Monday, September 2, 2013

hiatus

9.2.13

As it was planned:
If everything had gone according to plan my summer would have consisted of me getting to travel for a while engaging my twenty-something idleness in doing way too much in every city I visited with people I love. I would have spent half the summer living out of two carry-ons, stuck my feet in both oceans and came back to Indiana exhausted and ready to dive into all things graduate school. I would have filled out all the paperwork and tired my mother by reading her sections of my development books totally fascinated by everything there was to learn in the world. We would have ordered matching sweatshirts and taken photos. I would have emptied my savings account and been happy as a clam. And right at this moment I would be prepping for the beginning of the school year nervous and excited and learning way too much about Scotch.

Because that was the plan. And I can count on one hand the amount of times I have gone against the plan.

You see, I love a plan. I do. I love to schedule my time and cross things off lists. I like to sit back and imagine my future, even if that future is five minutes from now. I daydream, I overthink, I zone out with images of what it will all be like. (There should so be a support group for this type of Type-A.)

As I am sure you have caught onto, the plan imploded.

I wish I could say there was a good reason. Something so huge that stopped me from going to school and taking that leap. Maybe something tragic happened, or I decided to become a nun or something way more impressive.

But atlas, that is not it.

The truth of the matter is, well, even I don’t understand it. One moment I was happy and the next moment I couldn’t shake the dread and fear that this was a mistake. The money. The distance. The uncertainty. It couldn’t happen. It wasn’t going to happen. And there I was, crying, sitting on the curb looking into a future I couldn’t predict.

Life is a wonderful thing because if you do it anywhere in the ballfield of ok there will be a group of people who seem to be grateful for your existence even when you feel like the biggest terd this side of the ocean.

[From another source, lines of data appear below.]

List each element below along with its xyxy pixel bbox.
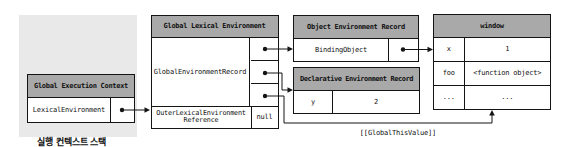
window-object-title: window bbox=[434, 15, 550, 38]
variable-value-cell: 2 bbox=[333, 91, 419, 113]
outer-lexical-environment-reference-label: OuterLexicalEnvironment Reference bbox=[152, 107, 251, 128]
table-row: x 1 bbox=[434, 38, 550, 62]
lexical-environment-pointer-cell bbox=[110, 98, 134, 123]
global-this-value-annotation: [[GlobalThisValue]] bbox=[338, 129, 458, 137]
table-row: foo <function object> bbox=[434, 62, 550, 86]
object-environment-record-box: Object Environment Record BindingObject bbox=[293, 15, 419, 62]
global-execution-context-box: Global Execution Context LexicalEnvironm… bbox=[27, 74, 135, 123]
lexical-environment-row: LexicalEnvironment bbox=[28, 98, 134, 123]
table-row: ... ... bbox=[434, 86, 550, 109]
property-value-cell: 1 bbox=[465, 38, 551, 61]
property-name-cell: ... bbox=[434, 86, 465, 109]
binding-object-label: BindingObject bbox=[294, 39, 388, 62]
table-row: y 2 bbox=[294, 91, 419, 113]
global-lexical-environment-body: GlobalEnvironmentRecord OuterLexicalEnvi… bbox=[152, 38, 278, 128]
declarative-environment-record-title: Declarative Environment Record bbox=[294, 68, 419, 91]
global-this-pointer-cell bbox=[251, 84, 278, 106]
global-lexical-environment-box: Global Lexical Environment GlobalEnviron… bbox=[151, 15, 279, 129]
global-execution-context-title: Global Execution Context bbox=[28, 75, 134, 98]
property-name-cell: x bbox=[434, 38, 465, 61]
global-lexical-environment-title: Global Lexical Environment bbox=[152, 16, 278, 39]
variable-name-cell: y bbox=[294, 91, 333, 113]
outer-reference-row: OuterLexicalEnvironment Reference null bbox=[152, 106, 278, 128]
declarative-environment-record-box: Declarative Environment Record y 2 bbox=[293, 67, 420, 114]
outer-ref-line2: Reference bbox=[183, 117, 218, 125]
global-environment-record-label: GlobalEnvironmentRecord bbox=[152, 38, 250, 106]
object-environment-record-title: Object Environment Record bbox=[294, 16, 418, 39]
arrowhead-icon bbox=[489, 110, 495, 116]
outer-reference-value: null bbox=[251, 107, 278, 128]
property-name-cell: foo bbox=[434, 62, 465, 85]
property-value-cell: ... bbox=[465, 86, 551, 109]
window-object-table: window x 1 foo <function object> ... ... bbox=[433, 14, 551, 110]
record-pointer-column bbox=[251, 38, 278, 106]
execution-context-diagram: Global Execution Context LexicalEnvironm… bbox=[0, 0, 571, 147]
window-object-rows: x 1 foo <function object> ... ... bbox=[434, 38, 550, 109]
arrowhead-icon bbox=[145, 107, 151, 113]
binding-object-row: BindingObject bbox=[294, 39, 418, 62]
property-value-cell: <function object> bbox=[465, 62, 551, 85]
stack-caption: 실행 컨텍스트 스택 bbox=[22, 137, 122, 147]
declarative-record-pointer-cell bbox=[251, 61, 278, 84]
object-record-pointer-cell bbox=[251, 38, 278, 61]
lexical-environment-label: LexicalEnvironment bbox=[28, 98, 110, 123]
binding-object-pointer-cell bbox=[388, 39, 418, 62]
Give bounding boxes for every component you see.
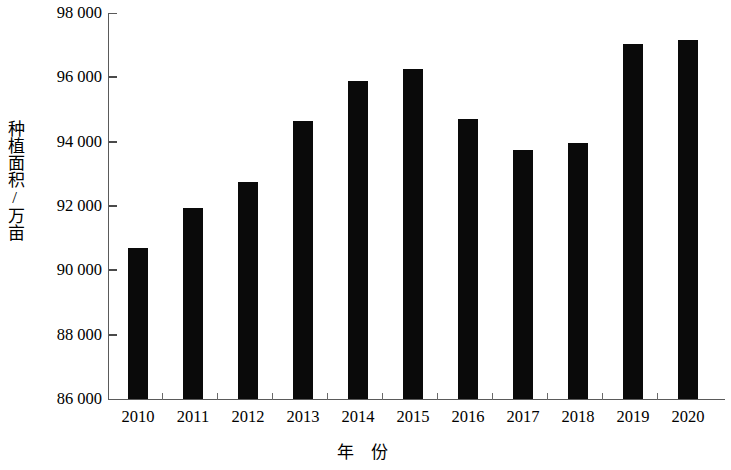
bar: [458, 119, 478, 399]
bar: [128, 248, 148, 399]
x-axis-tick: [382, 393, 383, 400]
x-axis-title: 年 份: [0, 443, 731, 463]
x-axis-title-text: 年 份: [337, 443, 393, 462]
x-axis-tick-label: 2019: [603, 408, 663, 426]
y-axis-top-cap: [108, 13, 117, 14]
y-axis-tick-label: 92 000: [32, 198, 102, 215]
plot-area: [108, 13, 725, 399]
y-axis-title: 种植面积/万亩: [2, 120, 24, 241]
x-axis-tick: [327, 393, 328, 400]
x-axis-tick-label: 2014: [328, 408, 388, 426]
x-axis-tick-label: 2010: [108, 408, 168, 426]
x-axis-tick-label: 2016: [438, 408, 498, 426]
x-axis-tick-label: 2020: [658, 408, 718, 426]
y-axis-tick: [109, 269, 117, 271]
x-axis-tick: [272, 393, 273, 400]
y-axis-tick-label: 96 000: [32, 69, 102, 86]
bar: [238, 182, 258, 399]
y-axis-tick-label: 94 000: [32, 134, 102, 151]
y-axis-tick-label: 90 000: [32, 262, 102, 279]
x-axis-tick-label: 2013: [273, 408, 333, 426]
x-axis-tick: [217, 393, 218, 400]
x-axis-tick: [657, 393, 658, 400]
x-axis-tick-label: 2015: [383, 408, 443, 426]
bar: [623, 44, 643, 399]
y-axis-tick: [109, 334, 117, 336]
bar: [678, 40, 698, 399]
bar: [568, 143, 588, 399]
y-axis-tick: [109, 141, 117, 143]
x-axis-tick: [437, 393, 438, 400]
x-axis-tick: [162, 393, 163, 400]
y-axis-tick: [109, 76, 117, 78]
x-axis-tick-label: 2017: [493, 408, 553, 426]
y-axis-tick-label: 98 000: [32, 5, 102, 22]
y-axis-tick-label: 88 000: [32, 327, 102, 344]
x-axis-tick: [547, 393, 548, 400]
bar: [348, 81, 368, 399]
y-axis-tick: [109, 205, 117, 207]
bar: [293, 121, 313, 399]
x-axis-tick: [492, 393, 493, 400]
x-axis-line: [108, 399, 725, 400]
bar: [513, 150, 533, 399]
x-axis-tick-label: 2018: [548, 408, 608, 426]
x-axis-tick: [602, 393, 603, 400]
y-axis-tick-label: 86 000: [32, 391, 102, 408]
y-axis-tick-labels: 86 00088 00090 00092 00094 00096 00098 0…: [30, 0, 102, 470]
bar: [403, 69, 423, 399]
bar-chart-figure: 种植面积/万亩 86 00088 00090 00092 00094 00096…: [0, 0, 731, 470]
x-axis-tick-label: 2012: [218, 408, 278, 426]
x-axis-tick-label: 2011: [163, 408, 223, 426]
bar: [183, 208, 203, 399]
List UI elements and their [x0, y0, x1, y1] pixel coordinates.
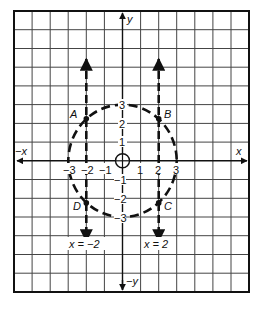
y-tick: −3: [114, 212, 127, 224]
x-tick: −1: [99, 164, 112, 176]
equation-x-neg2: x = −2: [68, 238, 100, 250]
point-d-label: D: [73, 200, 81, 212]
point-d: [84, 200, 90, 206]
grid-border: [14, 11, 249, 292]
x-axis-label: x: [235, 145, 242, 157]
y-axis-label: y: [126, 13, 134, 25]
x-neg-axis-label: −x: [15, 145, 27, 157]
point-b: [156, 116, 162, 122]
y-tick: −1: [114, 174, 127, 186]
point-b-label: B: [164, 108, 171, 120]
x-tick: 2: [155, 164, 161, 176]
x-tick: −3: [63, 164, 76, 176]
y-tick: −2: [114, 193, 127, 205]
origin-marker-icon: [116, 154, 130, 168]
point-a: [84, 116, 90, 122]
point-c: [156, 200, 162, 206]
y-neg-axis-label: −y: [126, 275, 139, 287]
x-tick: −2: [81, 164, 94, 176]
y-tick: 3: [119, 99, 125, 111]
y-tick: 2: [119, 118, 125, 130]
x-tick: 3: [173, 164, 179, 176]
grid: [14, 11, 249, 292]
y-tick: 1: [119, 136, 125, 148]
point-c-label: C: [164, 200, 172, 212]
x-tick: 1: [137, 164, 143, 176]
coordinate-diagram: y −y x −x −3 −2 −1 1 2 3 3 2 1 −1 −2 −3 …: [0, 0, 263, 309]
point-a-label: A: [69, 108, 77, 120]
equation-x-2: x = 2: [143, 238, 168, 250]
graph-canvas: y −y x −x −3 −2 −1 1 2 3 3 2 1 −1 −2 −3 …: [0, 0, 263, 309]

And that’s what happened. I called my boss from Michigan and asked for my job back. When, with nothing but the knowledge that something had gone amiss, she answered how happy she would be for my return, I wept some more as I realized that not only does she have a knack for teens, but also for the weirdness of the twenty-something.

When something doesn’t happen the way you anticipate it feels as though the whole world is watching and judging. But I really need to stop believing anyone cares about me as much as I think they do because even as my return to Michigan hit the airwaves one calls Facebook it certainly didn’t hit with anything other than a whimper. Of course the people I worked with before and who were also returning were happy for me and we bantered about how cool we were going to be, but the infamous high school Facebook friend I’m still trying to impress has better things to do than follow me.

To make a long story even longer, I’m back in Michigan. I’m back at this school. I’ve returned which in and of itself is interesting. In the three years since I’ve graduated from college I’ve returned to nothing. My parents moved three times. I’ve had three different jobs. So even just in the simple act as stepping foot on this space again, it feels right, and good.

My dear friend Marcy is still flying to Scotland on Wednesday and I am so happy for her.

But this year, this time, well this is for a future I haven’t planned, one that’s not scripted or perfect, one that may not be impressive or glamorous, but it’s the one that fits. And here I am. Just twenty-five year old me. Figuring it all out, one beautiful and messy step at a time.

Stick around. I can always promise interesting.